One summer, he was discovered by French-born Master Chef Roland Henin and was tasked to cook staff meals at The Dunes Club.
Given free rein, he built a smokehouse to cure meats, developed relationships with local livestock purveyors and learned to cook entrails and offal under his old mentor, Roland Henin, who would drop by on occasional weekends.
After three years at La Rive, unable to buy it from the owners, he left and moved to New York and then Paris, apprenticing at various Michelin-starred restaurants.
[5] After returning to America in 1984, he was hired as chef de cuisine at La Reserve in New York, before leaving to open Rakel in early 1987.
Rakel's refined French cuisine catered to the expensive tastes of Wall Street executives and received a two-star review from The New York Times.
[6] Its popularity waned as the stock market bottomed out and at the end of the 1980s, Keller left, unwilling to compromise his style of cooking to simple bistro fare.
In the spring of 1992 he came upon a restaurant in Yountville, California, founded by Sally Schmitt, in a space formerly occupied by an old French steam[8] laundry.
The latest restaurant, "ad hoc", opened in September 2006 in Yountville with a different fixed price comfort food dinner served family style every night.
[16] The former French Laundry Chef de Cuisine Timothy Hollingsworth won the Bocuse d'Or USA semi-finals in 2008, and represented the U.S. in the world finals in January 2009 under Keller's supervision where he placed 6th.
[23] Other cookbooks that he has written or contributed are The Food Lover's Companion to the Napa Valley, Under Pressure: Cooking Sous Vide, Ad Hoc at Home (2009) and Bouchon Bakery (2012).

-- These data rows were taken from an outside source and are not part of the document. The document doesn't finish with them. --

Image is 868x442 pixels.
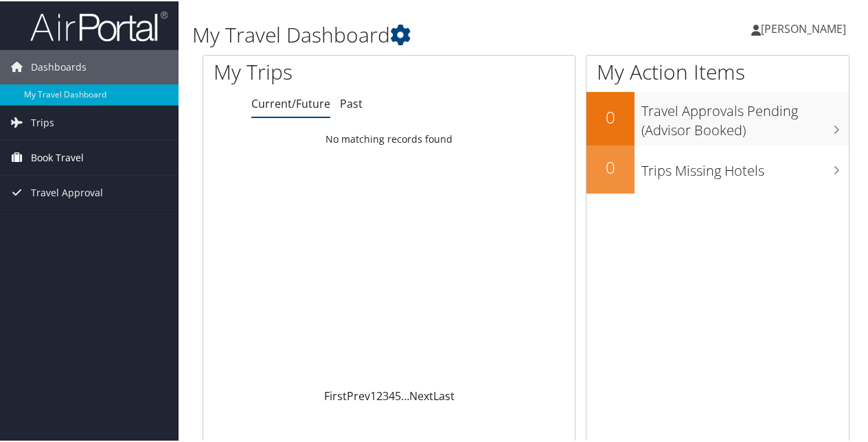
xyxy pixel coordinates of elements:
[30,9,168,41] img: airportal-logo.png
[370,387,376,402] a: 1
[587,91,849,144] a: 0Travel Approvals Pending (Advisor Booked)
[346,387,370,402] a: Prev
[192,19,637,48] h1: My Travel Dashboard
[587,56,849,85] h1: My Action Items
[251,95,330,110] a: Current/Future
[761,20,846,35] span: [PERSON_NAME]
[587,144,849,192] a: 0Trips Missing Hotels
[31,104,54,139] span: Trips
[433,387,454,402] a: Last
[409,387,433,402] a: Next
[31,49,86,83] span: Dashboards
[642,153,849,179] h3: Trips Missing Hotels
[376,387,382,402] a: 2
[587,154,634,178] h2: 0
[382,387,389,402] a: 3
[340,95,362,110] a: Past
[324,387,346,402] a: First
[587,104,634,128] h2: 0
[751,7,859,48] a: [PERSON_NAME]
[401,387,409,402] span: …
[31,174,103,209] span: Travel Approval
[642,94,849,139] h3: Travel Approvals Pending (Advisor Booked)
[214,56,410,85] h1: My Trips
[395,387,401,402] a: 5
[389,387,395,402] a: 4
[31,139,84,174] span: Book Travel
[203,126,574,150] td: No matching records found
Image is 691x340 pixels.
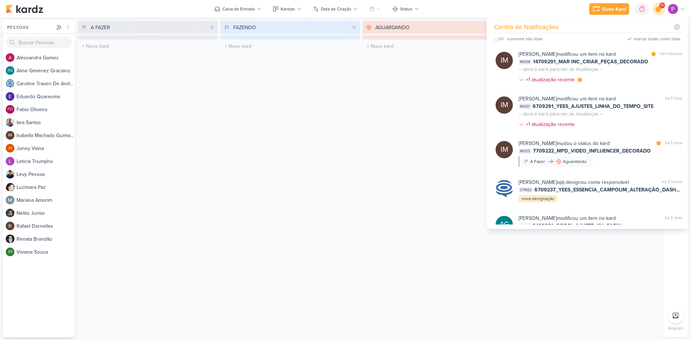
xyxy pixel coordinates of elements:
span: 2409261_GODOI_AJUSTE_KV_SABIN [532,222,621,230]
div: há 2 horas [662,178,682,186]
p: IM [500,100,508,110]
div: Aline Gimenez Graciano [6,66,14,75]
span: CT1662 [518,187,533,192]
div: há 1 minuto [660,50,682,58]
span: IM268 [518,59,531,64]
span: AG841 [518,223,531,228]
div: Isabella Machado Guimarães [495,52,513,69]
div: R a f a e l D o r n e l l e s [17,222,75,230]
div: Pessoas [6,24,55,31]
div: -- abra o kard para ver as mudanças -- [518,65,603,73]
div: A l i n e G i m e n e z G r a c i a n o [17,67,75,74]
div: 0 [350,24,359,31]
button: Novo Kard [589,3,629,15]
div: modificou um item no kard [518,95,616,103]
div: +1 atualização recente [526,121,576,128]
p: AG [8,69,13,73]
span: 7709222_MPD_VIDEO_INFLUENCER_DECORADO [533,147,650,155]
div: o(a) designou como responsável [518,178,629,186]
span: 9+ [660,3,664,8]
img: Caroline Traven De Andrade [6,79,14,88]
div: 0 [208,24,217,31]
div: A Fazer [530,158,545,165]
div: há 2 dias [664,214,682,222]
p: Arquivo [668,325,683,331]
b: [PERSON_NAME] [518,215,557,221]
img: Rafael Dornelles [6,222,14,230]
div: I s a b e l l a M a c h a d o G u i m a r ã e s [17,132,75,139]
div: C a r o l i n e T r a v e n D e A n d r a d e [17,80,75,87]
input: + Novo kard [364,41,501,51]
div: Isabella Machado Guimarães [495,96,513,114]
div: I a r a S a n t o s [17,119,75,126]
span: 6709291_YEES_AJUSTES_LINHA_DO_TEMPO_SITE [532,103,653,110]
div: E d u a r d o Q u a r e s m a [17,93,75,100]
div: há 1 hora [665,140,682,147]
div: Centro de Notificações [494,22,558,32]
b: [PERSON_NAME] [518,179,557,185]
img: Eduardo Quaresma [6,92,14,101]
input: + Novo kard [222,41,359,51]
div: Isabella Machado Guimarães [6,131,14,140]
div: M a r i a n a A m o r i m [17,196,75,204]
div: -- abra o kard para ver as mudanças -- [518,110,603,118]
div: R e n a t a B r a n d ã o [17,235,75,243]
img: Caroline Traven De Andrade [495,180,513,197]
div: Novo Kard [602,5,626,13]
span: 14709291_MAR INC_CRIAR_PEÇAS_DECORADO [533,58,648,65]
div: V i v i a n e S o u s a [17,248,75,256]
span: 6709237_YEES_ESSENCIA_CAMPOLIM_ALTERAÇÃO_DASHBOARD [534,186,682,194]
div: Aline Gimenez Graciano [495,216,513,233]
img: Distribuição Time Estratégico [668,4,678,14]
div: F a b i o O l i v e i r a [17,106,75,113]
p: IM [8,133,12,137]
img: Lucimara Paz [6,183,14,191]
div: Fabio Oliveira [6,105,14,114]
img: Mariana Amorim [6,196,14,204]
img: Leticia Triumpho [6,157,14,165]
input: Buscar Pessoas [6,37,72,48]
input: + Novo kard [79,41,217,51]
div: marcar todas como lidas [634,36,680,42]
p: JV [8,146,12,150]
div: A l e s s a n d r a G o m e s [17,54,75,62]
div: L u c i m a r a P a z [17,183,75,191]
img: kardz.app [6,5,43,13]
div: Joney Viana [6,144,14,153]
b: [PERSON_NAME] [518,140,557,146]
div: L e t i c i a T r i u m p h o [17,158,75,165]
div: Viviane Sousa [6,248,14,256]
div: N e l i t o J u n i o r [17,209,75,217]
div: nova designação [518,195,557,202]
div: somente não lidas [507,36,543,42]
img: Renata Brandão [6,235,14,243]
div: modificou um item no kard [518,214,616,222]
div: Isabella Machado Guimarães [495,141,513,158]
p: AG [499,219,509,230]
b: [PERSON_NAME] [518,96,557,102]
div: J o n e y V i a n a [17,145,75,152]
img: Levy Pessoa [6,170,14,178]
p: FO [8,108,13,112]
div: há 1 hora [665,95,682,103]
img: Nelito Junior [6,209,14,217]
img: Alessandra Gomes [6,53,14,62]
p: VS [8,250,13,254]
b: [PERSON_NAME] [518,51,557,57]
div: L e v y P e s s o a [17,171,75,178]
div: mudou o status do kard [518,140,609,147]
span: IM267 [518,104,531,109]
p: IM [500,55,508,65]
img: Iara Santos [6,118,14,127]
p: IM [500,145,508,155]
div: modificou um item no kard [518,50,616,58]
div: +1 atualização recente [526,76,576,83]
span: IM202 [518,149,531,154]
div: Aguardando [563,158,586,165]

He provided an introduction or foreword to The Vineyard Kitchen: Menus Inspired by the Seasons by Maria Helm Sinskey, "Happy in the Kitchen" by Michel Richard, "Indulge: 100 Perfect Desserts" by Claire Clark (head pastry chef at the French Laundry), the new publication of "Ma Gastronomie" by Fernand Point, "Charcuterie: The Craft of Salting, Smoking, and Curing" by Micheal Ruhlman and Brian Polcyn.